One of the least understood parts of the refund delay process happens far outside the IRS itself. When a return is flagged for income verification, the IRS does not immediately ask the taxpayer for proof. Instead, it turns to a separate federal agency to confirm the facts.
That agency is the Social Security Administration (SSA).
Understanding the IVO wage verification process explains why refunds are frozen, why transcript codes like TC 570 appear, and why the IRS often says it is “waiting on employer data.”
The Integrity Verification Operation (IVO) is the IRS unit responsible for confirming that:
are supported by third-party data.
For wage earners, the primary “truth source” for that data is the Social Security Administration.
Although the IRS ultimately collects taxes, it does not receive W-2 data first.
Here is the actual flow:
Because SSA receives W-2s before the IRS, it becomes the authoritative database for income verification.
When a return is selected for IVO review, the IRS compares your tax return against SSA wage records.
IVO checks:
If the SSA data matches what you claimed, the review ends automatically.
If it does not, processing stops.
Wage matching is not instantaneous because:
This delay explains why many refunds stall for weeks even when the taxpayer filed accurately.
If IVO cannot match your return to SSA wage data:
At this stage, the IRS still does not assume wrongdoing.
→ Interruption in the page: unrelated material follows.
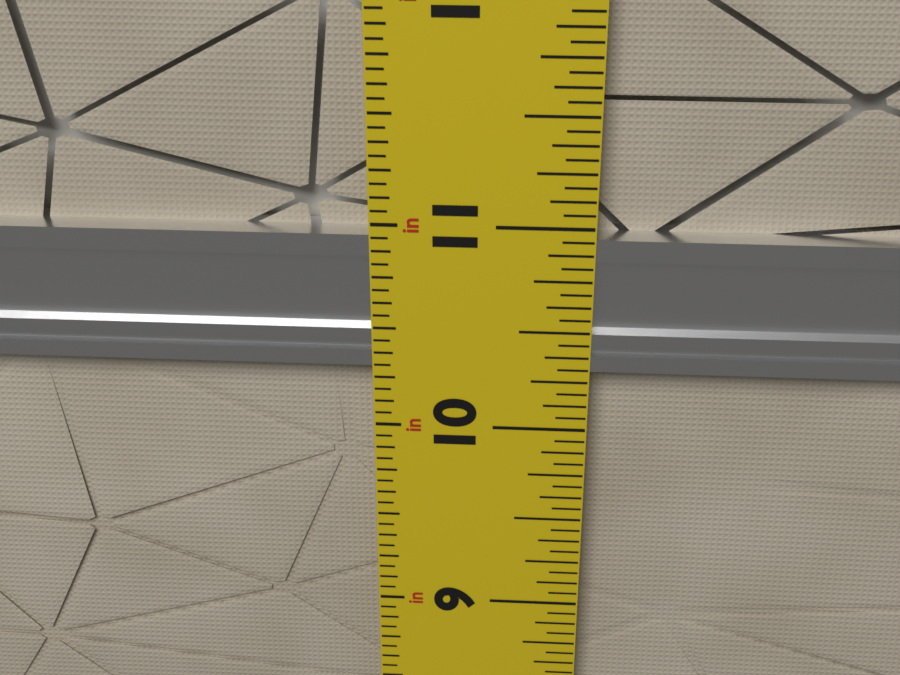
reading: 10.9375 in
It simply cannot verify the income.
If the mismatch persists after SSA data fully populates:
The CP05A typically requests:
Until those documents are reviewed, the refund remains frozen.
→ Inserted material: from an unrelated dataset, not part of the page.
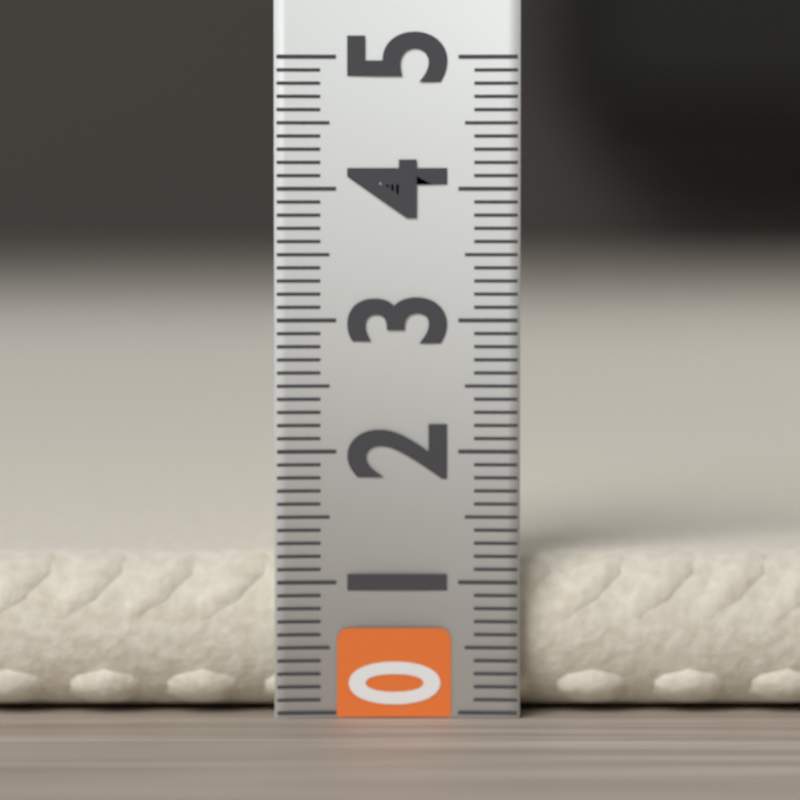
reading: 1.2 (no unit)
IVO wage matching is often mistaken for an audit, but it is fundamentally different.
IVO:
Most cases resolve without penalties once documentation matches.
During IVO wage verification, transcripts often show:
Once resolved, multiple updates may post at once.
The IVO wage verification process exists to confirm that the income and withholding on your return are backed by real employer filings.
Your refund may be delayed because:
Understanding this process removes much of the mystery behind wage-related refund holds.